OpenClaw Update: Enhanced Media Support, Agent Reliability, and DX Improvements
The latest set of merged pull requests for OpenClaw focuses on expanding integration capabilities, particularly in media processing, and hardening the reliability of agent orchestration. Key improvements target the developer experience (DX) and the stability of long-running agent tasks, ensuring that users receive clearer feedback during failures and more consistent environment handling.
Merged PRs
- Control UI/sessions: nest subagent sessions under parent with visual prefix (Original PR)
- feat(openrouter): add inbound audio STT support (Original PR)
- fix(agents): recover read offsets beyond EOF (Original PR)
- fix(agents): use run workspace for post-compaction context (Original PR)
- fix(active-memory): classify threaded Telegram DMs (Original PR)
- Fix iMessage health probe failure reporting (Original PR)
- fix(docker): avoid external Dockerfile frontend pull (Original PR)
- fix(doctor): render legacy migration panel as preview when --fix is not passed (Original PR)
- fix: surface explicit error on LLM idle timeout to prevent ghost turns (Original PR)
- Add message tool delivery hint to inbound context (Original PR)
- fix(onboarding): fix onboarding hangs instead of exiting (Original PR)
Key Changes
Media and Integration Enhancements
OpenClaw has expanded its media-understanding capabilities by adding inbound audio Speech-to-Text (STT) support for OpenRouter.

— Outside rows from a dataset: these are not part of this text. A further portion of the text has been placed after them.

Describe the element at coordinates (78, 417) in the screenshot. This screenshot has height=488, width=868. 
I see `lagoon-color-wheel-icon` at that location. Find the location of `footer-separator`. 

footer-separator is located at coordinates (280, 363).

Previously, the OpenRouter plugin only supported images; now, it can route transcription requests through OpenRouter's /audio/transcriptions endpoint. This is particularly beneficial for channels like Telegram, where voice notes can now be transcribed and fed into the agent prompt seamlessly.
Additionally, the Active Memory plugin now correctly classifies threaded Telegram Direct Messages (DMs). By stripping the :thread: suffix from session keys, the system can now recognize these as direct chats, enabling memory recall and transcript persistence for topic-based Telegram conversations.

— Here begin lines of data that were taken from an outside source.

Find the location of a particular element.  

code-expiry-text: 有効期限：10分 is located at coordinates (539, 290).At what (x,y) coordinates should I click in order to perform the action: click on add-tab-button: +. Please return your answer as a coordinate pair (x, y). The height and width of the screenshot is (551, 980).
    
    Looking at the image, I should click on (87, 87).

Agent Orchestration and Reliability
Several fixes address "ghost turns" and context loss:
- LLM Idle Timeouts: A fix now ensures that if an agent hits an idle timeout after executing tools, an explicit error message is surfaced to the user. This prevents the turn from ending silently, providing a clear notification that the request timed out.
- Workspace Context: The post-compaction context refresh now correctly uses the queued run's
workspaceDirinstead of the process current working directory (process.cwd()). This ensures that critical startup files, such asAGENTS.md, are re-injected correctly even when the runner process is executing from a different directory (e.g., in CLI-backed follow-up turns). - Read Tool Robustness: The agent read tool now gracefully handles offsets that exceed the end of the file (EOF), returning an empty range instead of crashing.
DX and Tooling Improvements
- iMessage Health Reporting: The
openclaw status --deepcommand now correctly reports iMessage health failures when macOS denies Full Disk Access to the Messages database, replacing a misleading "OK" status with a canonical remediation string. - Doctor Tool Refinement: The
openclaw doctorcommand now renders proposed legacy migrations as a "preview" when the--fixflag is absent. This removes contradictory output where changes were listed in the past tense despite not being applied to disk. - Docker Build Optimization: The root Dockerfile no longer forces an external pull of the Dockerfile frontend, reducing build timeouts and failures on WSL environments.
- Onboarding Fix: A hang in the
openclaw onboardwizard was resolved by ensuring the Codex migration provider uses an isolated app-server client that closes immediately after detection.
Impact
These changes significantly reduce friction for both end-users and developers. The addition of OpenRouter STT expands the utility of OpenClaw in voice-heavy channels, while the reliability fixes in the agent orchestrator eliminate silent failures that previously left users guessing why a turn stopped.
From a maintenance perspective, the refinements to the doctor and onboarding tools ensure a smoother first-time setup and a more transparent configuration migration path. The fix for iMessage health probes is a critical improvement for macOS users, providing actionable guidance on system permissions rather than silent failures.